Thursday, January 14, 2010

Audio Programs...

I just wanted to do a quick post concerning audio programs. Specifically just one, but I'll mention a few others, as I'm sure there are tons of them out there. The program I wanted to mention for those ministries on a low budget or no budget at all is the sound program called Audacity. Audacity is a powerful little sound program that is free source. That's right, it's completely free. You can use it to record your sermons or special music. The reason I really like Audacity is one feature of which I use it for is taking out background noise.

Say you are recording from a cassette tape which you don't have a cd or mp3 for. Those old tapes get a static backgound noise. With Audacity use the "Noise Removal" select a section of the audio where just the noise is playing... then have Noise Removal remove that noise in the whole audio. It will take some playing with to get it to sound good, but it's awesome.

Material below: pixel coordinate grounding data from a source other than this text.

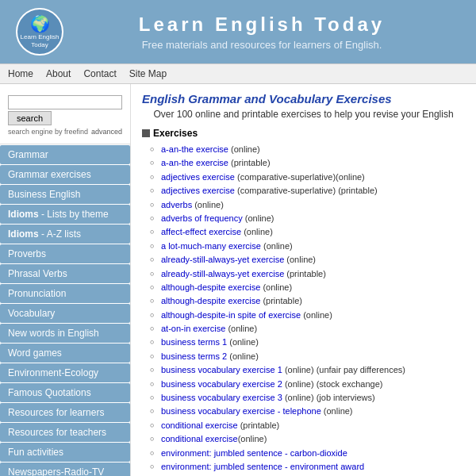 The image size is (476, 476). Describe the element at coordinates (222, 384) in the screenshot. I see `exercise-link: business vocabulary exercise 2` at that location.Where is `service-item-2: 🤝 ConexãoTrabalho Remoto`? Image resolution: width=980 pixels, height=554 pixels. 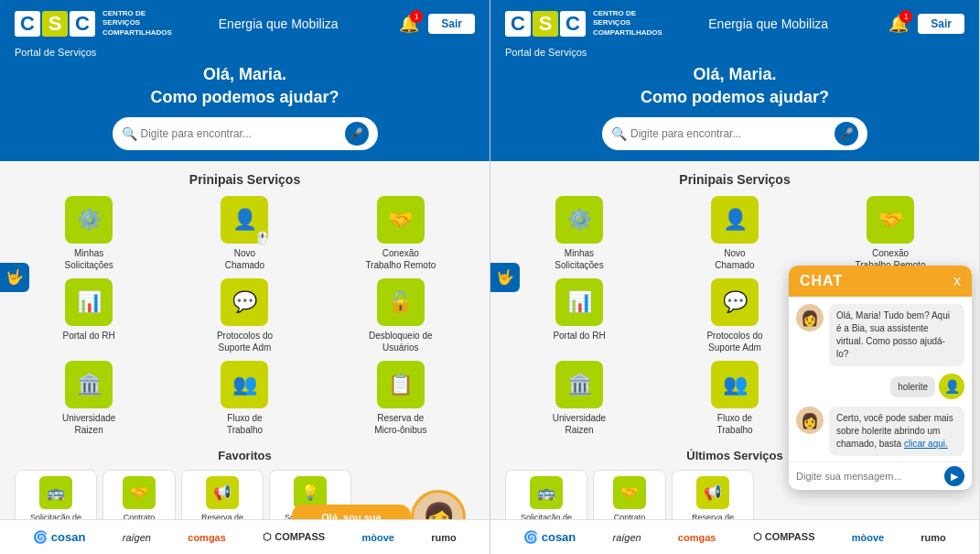
service-item-2: 🤝 ConexãoTrabalho Remoto is located at coordinates (401, 234).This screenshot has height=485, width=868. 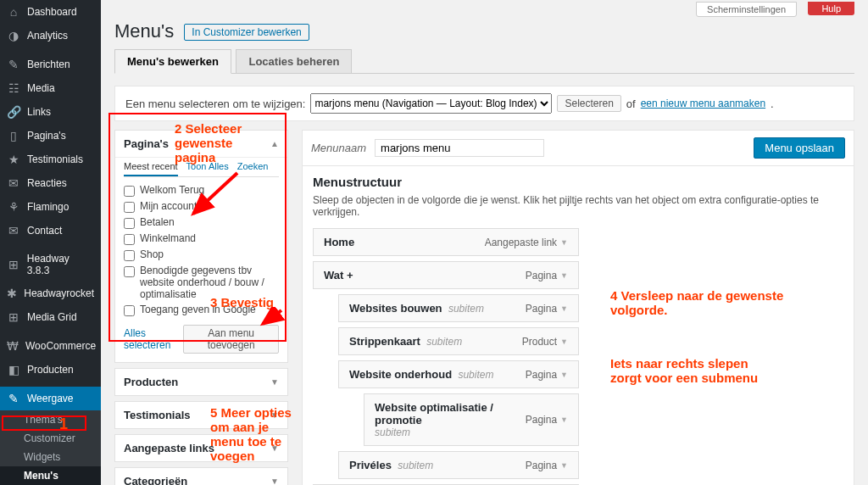 I want to click on save-menu-button: Menu opslaan, so click(x=799, y=148).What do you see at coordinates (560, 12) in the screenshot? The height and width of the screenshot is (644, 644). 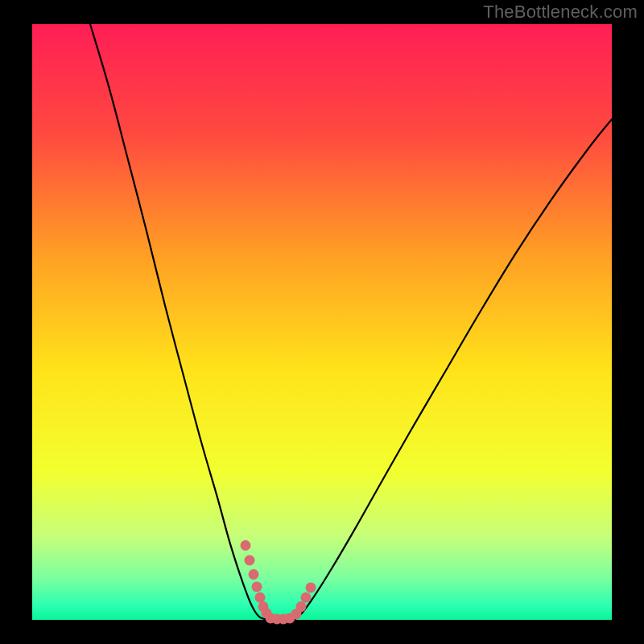 I see `watermark-text: TheBottleneck.com` at bounding box center [560, 12].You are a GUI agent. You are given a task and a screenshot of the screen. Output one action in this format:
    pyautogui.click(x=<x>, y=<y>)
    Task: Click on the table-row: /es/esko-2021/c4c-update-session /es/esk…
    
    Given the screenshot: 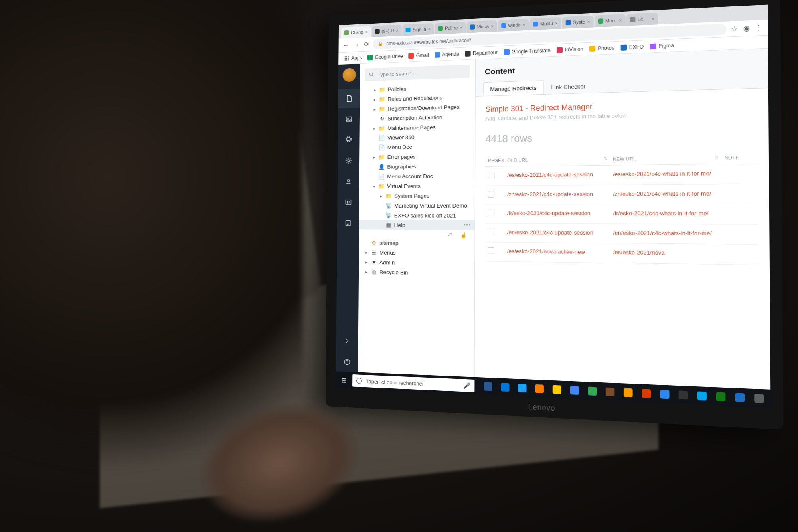 What is the action you would take?
    pyautogui.click(x=621, y=175)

The next great thing besides being free is it's a cross platform application. Which means it works on both Mac and Windows machines.

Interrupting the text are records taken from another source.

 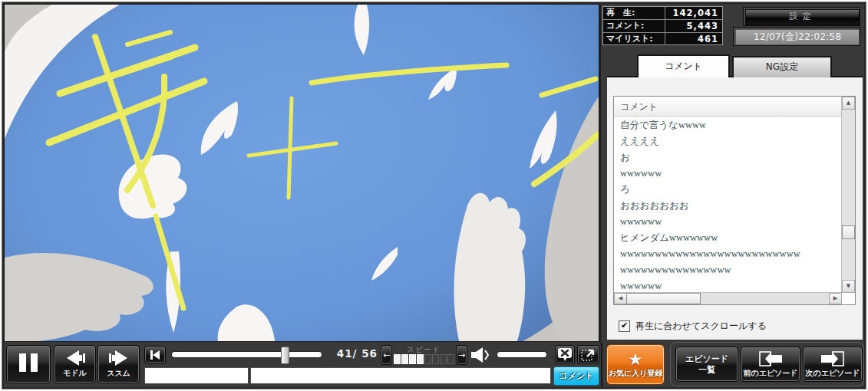 I want to click on vertical-scrollbar: ▲ ▼, so click(x=848, y=195).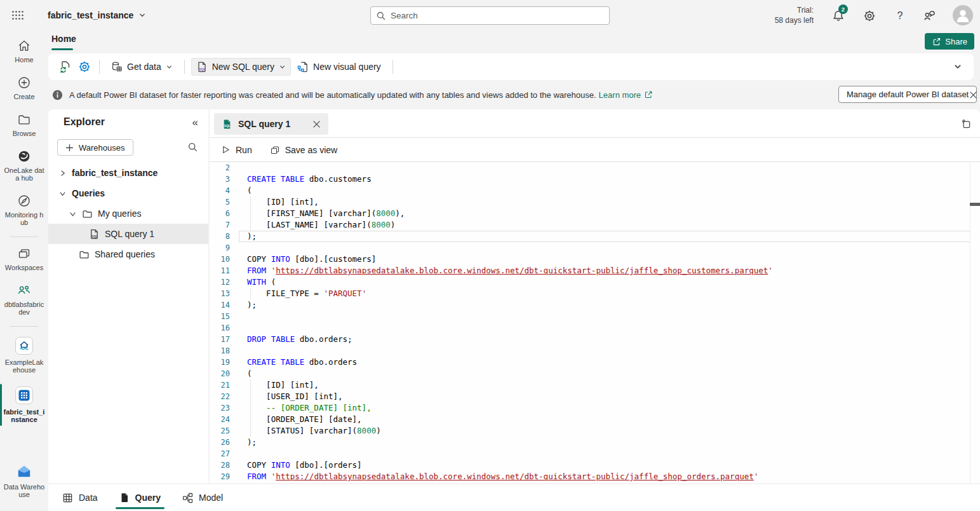 The height and width of the screenshot is (511, 980). I want to click on collapse-explorer-icon: «, so click(196, 123).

The down side to audacity is you can export as an MP3, WAV, or Ogg Vorbis. When you attempt an MP3 it says "Audacity does not export MP3 files directly, but instead uses LAME". Something you need to get separately. I'm too lazy to look for that stuff. So I just export as a .WAV file then convert it to MP3 using iTunes. May lose some quality, but I don't notice.

However the program I use for recording the sermons at church is "Sound Studio" Sound studio does cost $124.94, but you can download a full demo for free. To my knowledge it does not have noise removal like Audacity. And Sound Studio is a Macintosh program only. I've found it works better for me while doing live recordings to my lap top via a "iMic" that plugs into any head phones jack. And it saves in any audio formatt, of which I use .AIFF. These files are huge, but when burnt on a CD will play on any CD player, unlike the MP3 that will only play on CD players that support MP3 formats. Which I would think most are today, but some of the elders won't know the difference and have older CD players.

Well sorry for the long post and that's all I have for now. I would mention "Garage Band" is used by most Mac people, but I didn't want to be too Mac biased in the post lol. Let us know if you use a different sound program.